1-2hit |
The new technique for reducing the load latency is presented. This technique, named tunneling-load, utilizes the register specifier buffer in order to reduce the load latency without fetching the data cache speculatively, and thus eliminates the drawback of any load address prediction techniques. As a consequence of the trend toward increasing clock frequency, the internal cache is no longer able to fill the speed gap between the processor and the external memory, and the data cache latency degrades the processor performance. In order to hide this latency, several techniques predicting the load address have been proposed. These techniques carry out the speculative data cache fetching, which causes the explosion of the memory traffic and the pollution of the data cache. The tunneling-load solves these problems. We have evaluated the effects of the tunneling-load, and found that in an in-order-issue superscalar platform the instruction level parallelism is increased by approximately 10%.

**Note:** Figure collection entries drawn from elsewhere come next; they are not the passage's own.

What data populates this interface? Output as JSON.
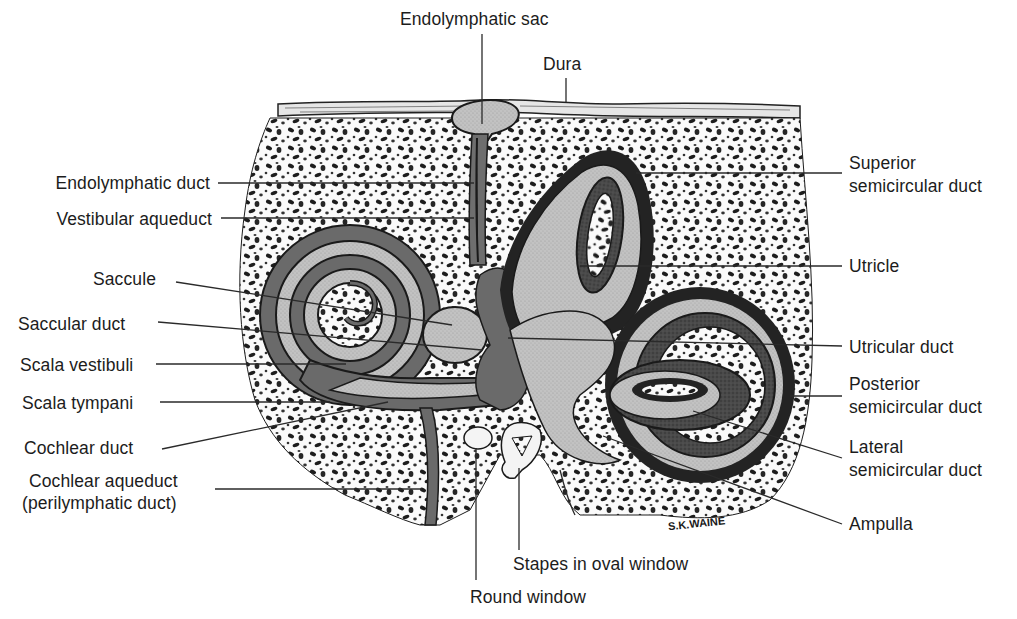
{
  "diagram": {
    "signature": "S.K.WAINE",
    "colors": {
      "background": "#ffffff",
      "bone_speckle": "#1a1a1a",
      "perilymph_dark": "#6e6e6e",
      "endolymph_light": "#bdbdbd",
      "membrane_wall": "#2b2b2b",
      "dura": "#d8d8d8"
    },
    "labels": {
      "endolymphatic_sac": "Endolymphatic sac",
      "dura": "Dura",
      "endolymphatic_duct": "Endolymphatic duct",
      "vestibular_aqueduct": "Vestibular aqueduct",
      "saccule": "Saccule",
      "saccular_duct": "Saccular duct",
      "scala_vestibuli": "Scala vestibuli",
      "scala_tympani": "Scala tympani",
      "cochlear_duct": "Cochlear duct",
      "cochlear_aqueduct_1": "Cochlear aqueduct",
      "cochlear_aqueduct_2": "(perilymphatic duct)",
      "superior_1": "Superior",
      "superior_2": "semicircular duct",
      "utricle": "Utricle",
      "utricular_duct": "Utricular duct",
      "posterior_1": "Posterior",
      "posterior_2": "semicircular duct",
      "lateral_1": "Lateral",
      "lateral_2": "semicircular duct",
      "ampulla": "Ampulla",
      "stapes": "Stapes in oval window",
      "round_window": "Round window"
    }
  }
}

Toshinori SATO Hiroshige FUJII Seigo SUZUKI
A new prediction method for the effective address is presented. This method works with the buffer named the address prediction buffer, and allows the data cache to be accessed speculatively. As a consequence of the trend toward increasing clock frequency, the internal cache is no longer able to fill the speed gap between the processor and the external memory, and the data cache latency degrades the processor performance. In order to hide this latency, the prediction method is proposed. By this method, the load address is predicted, and the data is fetched earlier than the memory access stage. In the case that the prediction is correct, the latency is hidden. Even if the prediction is incorrect, the performance is not degraded by any miss penalties. We have found that the prediction accuracy is 81.9% on average, and thus the performance is improved by 6.6% on average and a maximum of 12.1% for the integer programs.